The tutorial is organized as follows. We will present the fundamental techniques for data stream analysis such as change detection, clustering, classification, frequent patterns, and time series analysis from distributed data streams. We will present the critical factors that need to be considered in order to develop and deploy data stream mining in mobile/ubiquitous environments including the need for adaptation and context/situation-aware reasoning. We will then present state-of-the-art algorithms for mobile data stream mining, including the emerging topic of Pocket Data Mining (PDM), focusing on ad hoc distributed data stream mining in mobile environments. The tutorial will also present the Open Mobile Miner (OMM) toolkit [3] for rapid deployment of mobile data stream mining and real-world application/case studies and demonstrations to stimulate the real need for this growing research field. Finally the tutorial will be concluded with open issues and future directions.

1. INTRODUCTION The phenomenal growth of mobile devices coupled with their ever-increasing computational capacity presents an exciting new opportunity for real-time, intelligent data analysis in mobile and ubiquitous environments.
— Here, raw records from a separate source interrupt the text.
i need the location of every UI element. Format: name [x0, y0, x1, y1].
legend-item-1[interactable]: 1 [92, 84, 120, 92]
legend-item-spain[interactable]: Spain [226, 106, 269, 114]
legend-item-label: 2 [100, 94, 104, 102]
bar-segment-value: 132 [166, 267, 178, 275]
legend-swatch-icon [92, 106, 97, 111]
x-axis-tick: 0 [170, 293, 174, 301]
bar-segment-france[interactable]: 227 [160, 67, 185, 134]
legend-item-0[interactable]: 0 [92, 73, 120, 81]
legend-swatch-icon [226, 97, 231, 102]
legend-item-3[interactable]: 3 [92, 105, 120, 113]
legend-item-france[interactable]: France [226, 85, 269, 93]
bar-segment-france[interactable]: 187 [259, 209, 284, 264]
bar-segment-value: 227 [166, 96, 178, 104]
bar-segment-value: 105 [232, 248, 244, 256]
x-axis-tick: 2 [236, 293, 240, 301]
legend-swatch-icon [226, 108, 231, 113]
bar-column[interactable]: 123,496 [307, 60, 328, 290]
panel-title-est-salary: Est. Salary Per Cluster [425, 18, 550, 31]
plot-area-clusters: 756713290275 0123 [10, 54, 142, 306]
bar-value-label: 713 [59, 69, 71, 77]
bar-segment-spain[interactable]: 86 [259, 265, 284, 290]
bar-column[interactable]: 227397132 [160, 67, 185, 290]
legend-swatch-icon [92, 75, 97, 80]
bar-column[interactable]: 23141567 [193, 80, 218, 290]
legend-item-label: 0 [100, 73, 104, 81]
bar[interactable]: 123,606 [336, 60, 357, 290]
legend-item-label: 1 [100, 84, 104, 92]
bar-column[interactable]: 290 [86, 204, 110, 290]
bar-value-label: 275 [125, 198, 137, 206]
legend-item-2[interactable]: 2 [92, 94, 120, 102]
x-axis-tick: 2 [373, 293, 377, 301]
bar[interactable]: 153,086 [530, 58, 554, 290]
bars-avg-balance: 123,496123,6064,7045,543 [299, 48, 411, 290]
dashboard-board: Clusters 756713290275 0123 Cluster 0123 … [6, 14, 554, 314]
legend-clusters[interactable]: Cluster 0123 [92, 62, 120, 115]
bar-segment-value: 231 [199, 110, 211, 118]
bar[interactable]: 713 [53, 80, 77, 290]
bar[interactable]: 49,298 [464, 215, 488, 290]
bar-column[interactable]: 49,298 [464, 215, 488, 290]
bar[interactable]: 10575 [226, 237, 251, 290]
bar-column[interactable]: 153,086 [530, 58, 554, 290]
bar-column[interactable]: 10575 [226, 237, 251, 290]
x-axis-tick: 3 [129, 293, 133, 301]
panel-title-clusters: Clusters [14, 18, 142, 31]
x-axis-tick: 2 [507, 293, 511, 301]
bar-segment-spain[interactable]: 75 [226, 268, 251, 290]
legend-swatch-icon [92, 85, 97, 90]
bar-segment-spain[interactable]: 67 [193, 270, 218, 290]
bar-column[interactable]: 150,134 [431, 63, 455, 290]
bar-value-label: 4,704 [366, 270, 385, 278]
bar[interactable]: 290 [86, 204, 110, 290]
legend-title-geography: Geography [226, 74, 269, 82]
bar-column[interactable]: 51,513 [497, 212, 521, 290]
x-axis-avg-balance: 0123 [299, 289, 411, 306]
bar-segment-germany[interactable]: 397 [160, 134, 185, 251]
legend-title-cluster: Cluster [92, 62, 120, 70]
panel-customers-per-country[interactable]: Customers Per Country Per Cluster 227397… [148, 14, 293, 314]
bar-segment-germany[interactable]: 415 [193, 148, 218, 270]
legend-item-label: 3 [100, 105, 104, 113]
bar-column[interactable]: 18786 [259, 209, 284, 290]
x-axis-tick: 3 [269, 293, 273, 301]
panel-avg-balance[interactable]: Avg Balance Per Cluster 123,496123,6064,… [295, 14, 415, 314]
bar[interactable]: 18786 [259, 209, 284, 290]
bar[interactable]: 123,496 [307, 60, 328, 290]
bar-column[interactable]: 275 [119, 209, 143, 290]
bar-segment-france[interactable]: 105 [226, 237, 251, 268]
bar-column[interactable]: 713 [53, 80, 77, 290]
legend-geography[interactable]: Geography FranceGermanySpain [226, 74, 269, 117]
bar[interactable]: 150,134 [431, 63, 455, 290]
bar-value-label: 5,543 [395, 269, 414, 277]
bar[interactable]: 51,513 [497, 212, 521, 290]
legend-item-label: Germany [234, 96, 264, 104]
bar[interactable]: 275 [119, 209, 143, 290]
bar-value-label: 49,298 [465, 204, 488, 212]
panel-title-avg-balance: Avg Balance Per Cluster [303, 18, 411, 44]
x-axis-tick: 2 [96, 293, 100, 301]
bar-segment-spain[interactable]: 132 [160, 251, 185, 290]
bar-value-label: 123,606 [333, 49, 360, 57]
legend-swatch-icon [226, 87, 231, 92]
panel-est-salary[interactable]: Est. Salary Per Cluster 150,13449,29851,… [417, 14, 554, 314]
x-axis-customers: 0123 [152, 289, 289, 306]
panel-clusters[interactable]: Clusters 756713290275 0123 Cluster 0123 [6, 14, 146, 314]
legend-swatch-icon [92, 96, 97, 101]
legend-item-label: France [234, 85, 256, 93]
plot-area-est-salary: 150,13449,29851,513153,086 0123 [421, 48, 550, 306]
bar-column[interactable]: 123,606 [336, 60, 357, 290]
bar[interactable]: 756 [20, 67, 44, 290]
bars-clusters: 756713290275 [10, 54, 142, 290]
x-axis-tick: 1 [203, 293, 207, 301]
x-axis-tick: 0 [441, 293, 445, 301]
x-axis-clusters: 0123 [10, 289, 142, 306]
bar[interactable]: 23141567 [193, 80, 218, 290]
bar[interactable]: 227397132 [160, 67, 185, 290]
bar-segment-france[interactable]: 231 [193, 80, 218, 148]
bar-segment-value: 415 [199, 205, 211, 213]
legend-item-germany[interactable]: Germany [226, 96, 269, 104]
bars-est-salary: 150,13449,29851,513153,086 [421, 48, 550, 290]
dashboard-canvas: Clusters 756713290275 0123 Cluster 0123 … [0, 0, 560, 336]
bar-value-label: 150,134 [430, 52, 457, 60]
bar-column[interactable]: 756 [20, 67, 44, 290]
Ubiquitous/Mobile data mining refers to the process of performing data stream mining using mobile and/or embedded devices (e.g. sensors) to support critical applications such as mobile healthcare, intelligent transportation systems, mobile activity recognition, smart homes, and emergency/disaster management like bushfires [1, 2]. Thus, the key focus is on developing data stream mining algorithms that are highly scalable/computationally efficient, energy-efficient, and context/resource-aware. These features enable the continued operation of data stream mining algorithms in a highly dynamic mobile/ubiquitous environment.

2. REFERENCES

The typical constraints that have to be addressed in performing mobile/ubiquitous data stream mining are: (1) data streams are generated and sent in real-time in a stream format with little or no potential for persistent storage, (2) resource constraints include limited computational resources such as memory, processor speed, network bandwidth, battery power, and screen real-estate, (3) temporal constraints refer to real-time information and decision-making needs that, in turn, necessitate the analysis to be online, incremental and continuous, (4) mobility of users and devices and the connectivity issues thereof, and (5) adaptation and context-awareness of the analysis process to varying/dynamically

[1] João Gama, Michael May: Ubiquitous Knowledge Discovery Intelligent Data Analysis 15(1): 1 (2011). [2] Gaber, M, M., Krishnaswamy, S., and Zaslavsky, A. 2005. On-board Mining of Data Streams in Sensor Networks, A Book Chapter in Advanced Methods of Knowledge Discovery from Complex Data, (Eds.) S. Badhyopadhyay, U. Maulik, L. Holder and D. Cook, Springer. [3] Krishnaswamy, S., Gaber, M, M., Harbach, M., Hugues, C., Sinha, A., Gillick, B., Delir Haghighi, P.,and Zaslavsky, A., (2009), Open Mobile Miner: A Toolkit for Mobile Data Stream Mining, ACM Knowledge Discovery in Databases (ACM KDD 2009), Demo Paper.